Quick note: This is a horror short.
Sunday.
Work on a Sunday was never going to be an enjoyable prospect, but another shouting match with the site foreman if the roof wasn’t ready for tiling tomorrow would have been more unbearable than anything that you could imagine.
You’ve felt rushed all day, Mistakes to fix, warped joists to replace, everything still incomplete seemed to stretch onward and into the far distance; what else was there to do but keep working though? You’re here, it’s not raining, and honestly it’s quite peaceful to have the whole site to yourself.
The emptiness of the worksite seemed echo with each of your hammer strikes; the whole estate, totally abandoned, felt absent in a way, at rest…
You may even be the only idiot out here today.
Just a bit more.
The scaffold on this section of the roof had been taken down prematurely, but it’s not really too much of a problem. It’s fairly easy working up on the battens and you’ve never fallen before. The gentle wind, the overcast shade of a quiet morning, You feel quick, your work becomes a flurry of rushed movements. Skipping and dancing across the roof, you work through lunch, you don’t even stop for a smoke.
The thoughts of 3 o’clock grow nearer and nearer, gotta be home by then, can’t miss the footy; finished or not you’re not missing another game.
Standing and attempting to stretch out a knot in your back, you arch upward toward the sky and bellow out an exaggerated yawn, a full day spent on the roof had made you weary. Shuffling to find a more comfortable stance your boot leaves the truss and you spin sideways.
You fall, landing hard on the fascia.
The skyline blurs as you feel a crunch from your ribs and the air quickly leaving your lungs. Slowly you tip backwards, rolling off the beam and slumping towards the ground below. Your reach scrambles for the edge of the roof but can only clutch at absent air as you feel your whole body begin to shake with panic.
Thump
Blackness coils inwards and the world becomes clouded, your thoughts, reduced to a trickle, are intercut with flashes of stirring pain that asails you and prevents you from taking in the surroundings.
Adrenaline builds and you feel the heat of the afternoon against your shirt, a dampness unremembered seems to have soaked it through. Your whole body seems to pulse in a tremble as your heart grows quieter and the spinning world finally returns to stillness.
Moving to stand you feel held in place.
Tentatively you try your arm and a forigen twitch brings with it a shattering pain that burns its way upward into the hollow of your skull. Looking down, you see a buried length of rebar standing proud through your shoulder; blood, neatly coating this bar as if some macabre glaze, trickles down past your arm and onto the freshly graded earth below.
You move to shout but a second gout of pain rockets up your spine and cuts your crying to a pained whimper. Straining against this agony you look down and see a second piece of metal jutting from your thigh, a meter of rusted iron held fast to the ground below you; reaching for your other leg you see it lying crooked and without feeling, it looks mangled beyond recognition.
It is then that you bring yourself to cry.
…
An hour passes and you regain consciousness.
In a moment of lucidity you see the hammer that you’ve had since an apprentice laying some 300mm from your right hand. Why did you hold onto it as you fell? Why didn’t you just throw it to the side and use both of your hands to regain your balance? It lays next to you, undamaged from the fall but full of old scars from daily use, so familiar to hold, to swing, but now so out of reach.
The dull ache now grows with each heartbeat.
Trying to lift your shoulder up the rebar proves almost impossible as even the smallest movement tears agony across your chest and legs. A stabbing pain in your ribs rebukes any attempt at sitting upward and you feel as though a knife has been pushed deeper into your side with every shallow breath.
Everything burns, an electric contortion of pain that shakes you again and again with each passing second, a building pressure blooms iridescent but never seems to release. You cough dark blood onto the ground beside you as the day suddenly seems to grow cold. Sweat stinging your eyes you gather yourself for another attempt to pull upward from the rebar, Tensing with an inhuman scream you draw yourself slowly upward, the ridges of the rebar ticking against every nerve as they pass. Something pops in your side and a well of pressure is released, your strength is torn away as if the ground had opened and swallowed you whole. You fall backward, landing upon the dirt with a hollow, hopeless sting.
The pain is too much.
Banging your head against the ground below you, you scream in agony and pray for unconsciousness, words no longer holding any meaning, you can only yell and yell until blackness finally covers you in merciful relief.
You manage to wake twice more before the Sun rises.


▸ Problem requirements
Report, word for word, every line of the material that contains "ASIA".

▸ Records to use
————————
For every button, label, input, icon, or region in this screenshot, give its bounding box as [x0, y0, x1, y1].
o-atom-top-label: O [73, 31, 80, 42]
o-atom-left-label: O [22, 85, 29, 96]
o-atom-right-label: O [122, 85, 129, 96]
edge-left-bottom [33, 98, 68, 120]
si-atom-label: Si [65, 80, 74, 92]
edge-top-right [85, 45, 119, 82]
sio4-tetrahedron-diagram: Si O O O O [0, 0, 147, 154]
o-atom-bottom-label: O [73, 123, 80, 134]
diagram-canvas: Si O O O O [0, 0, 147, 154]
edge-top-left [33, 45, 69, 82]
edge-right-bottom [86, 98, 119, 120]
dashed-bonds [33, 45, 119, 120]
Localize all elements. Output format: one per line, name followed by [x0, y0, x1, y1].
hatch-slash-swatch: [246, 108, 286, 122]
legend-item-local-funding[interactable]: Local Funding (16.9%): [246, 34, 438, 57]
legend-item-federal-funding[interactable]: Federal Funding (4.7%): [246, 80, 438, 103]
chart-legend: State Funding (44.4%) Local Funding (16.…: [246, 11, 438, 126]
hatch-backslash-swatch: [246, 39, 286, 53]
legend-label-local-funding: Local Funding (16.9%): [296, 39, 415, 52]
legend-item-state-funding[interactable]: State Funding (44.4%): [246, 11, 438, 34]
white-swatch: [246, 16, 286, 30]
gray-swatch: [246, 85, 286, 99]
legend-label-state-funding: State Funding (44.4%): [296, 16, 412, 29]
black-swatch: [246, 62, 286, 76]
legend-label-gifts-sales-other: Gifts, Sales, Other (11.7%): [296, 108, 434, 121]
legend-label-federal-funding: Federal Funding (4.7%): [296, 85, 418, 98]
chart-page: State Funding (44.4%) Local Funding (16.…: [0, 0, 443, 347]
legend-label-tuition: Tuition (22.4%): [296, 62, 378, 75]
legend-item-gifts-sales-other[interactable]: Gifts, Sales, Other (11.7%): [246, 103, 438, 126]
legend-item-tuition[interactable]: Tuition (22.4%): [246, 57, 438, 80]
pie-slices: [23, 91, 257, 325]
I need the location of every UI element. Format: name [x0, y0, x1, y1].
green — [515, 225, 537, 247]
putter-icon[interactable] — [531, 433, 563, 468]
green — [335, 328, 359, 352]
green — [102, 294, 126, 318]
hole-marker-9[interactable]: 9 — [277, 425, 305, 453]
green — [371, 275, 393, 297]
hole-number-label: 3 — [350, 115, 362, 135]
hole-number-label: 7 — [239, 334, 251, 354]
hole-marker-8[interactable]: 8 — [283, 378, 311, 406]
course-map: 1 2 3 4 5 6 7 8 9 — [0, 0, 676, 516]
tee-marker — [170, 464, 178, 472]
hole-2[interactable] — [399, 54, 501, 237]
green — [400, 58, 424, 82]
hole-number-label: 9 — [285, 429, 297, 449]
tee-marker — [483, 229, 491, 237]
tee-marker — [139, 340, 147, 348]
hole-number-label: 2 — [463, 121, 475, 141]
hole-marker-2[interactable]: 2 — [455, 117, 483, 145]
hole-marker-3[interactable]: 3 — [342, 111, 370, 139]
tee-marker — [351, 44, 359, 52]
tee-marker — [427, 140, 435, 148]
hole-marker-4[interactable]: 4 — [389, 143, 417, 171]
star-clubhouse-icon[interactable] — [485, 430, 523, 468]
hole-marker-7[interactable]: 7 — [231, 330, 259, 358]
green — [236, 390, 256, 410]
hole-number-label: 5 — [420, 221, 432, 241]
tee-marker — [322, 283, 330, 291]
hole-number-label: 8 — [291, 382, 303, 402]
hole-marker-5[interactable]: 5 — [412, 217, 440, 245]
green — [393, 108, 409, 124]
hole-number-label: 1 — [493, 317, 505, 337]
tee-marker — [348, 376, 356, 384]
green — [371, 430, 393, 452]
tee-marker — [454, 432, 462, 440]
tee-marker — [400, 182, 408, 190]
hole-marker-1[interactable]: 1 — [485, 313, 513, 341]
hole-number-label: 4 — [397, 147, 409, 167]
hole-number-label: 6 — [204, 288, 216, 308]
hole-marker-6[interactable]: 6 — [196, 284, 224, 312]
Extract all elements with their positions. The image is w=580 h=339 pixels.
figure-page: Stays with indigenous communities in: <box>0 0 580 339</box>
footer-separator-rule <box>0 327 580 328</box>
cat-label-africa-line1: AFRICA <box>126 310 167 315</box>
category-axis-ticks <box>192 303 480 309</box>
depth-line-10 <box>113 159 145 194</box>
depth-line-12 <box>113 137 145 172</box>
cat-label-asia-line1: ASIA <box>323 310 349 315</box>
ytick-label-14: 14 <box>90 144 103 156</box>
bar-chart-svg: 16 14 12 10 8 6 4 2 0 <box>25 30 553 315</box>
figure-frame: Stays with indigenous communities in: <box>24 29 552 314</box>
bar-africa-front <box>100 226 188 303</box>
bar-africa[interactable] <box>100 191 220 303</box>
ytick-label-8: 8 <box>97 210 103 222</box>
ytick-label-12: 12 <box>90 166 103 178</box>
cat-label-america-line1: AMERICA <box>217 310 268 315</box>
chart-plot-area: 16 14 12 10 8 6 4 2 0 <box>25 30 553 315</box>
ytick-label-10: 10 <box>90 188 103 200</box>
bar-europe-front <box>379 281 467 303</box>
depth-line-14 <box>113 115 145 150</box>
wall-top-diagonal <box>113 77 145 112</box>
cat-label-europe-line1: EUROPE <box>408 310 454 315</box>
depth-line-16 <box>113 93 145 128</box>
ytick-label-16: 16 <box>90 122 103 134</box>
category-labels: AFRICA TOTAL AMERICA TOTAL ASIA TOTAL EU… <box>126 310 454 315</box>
————————
▸ Solution for this problem
cat-label-asia-line1: ASIA <box>323 310 349 315</box>
category-labels: AFRICA TOTAL AMERICA TOTAL ASIA TOTAL EU… <box>126 310 454 315</box>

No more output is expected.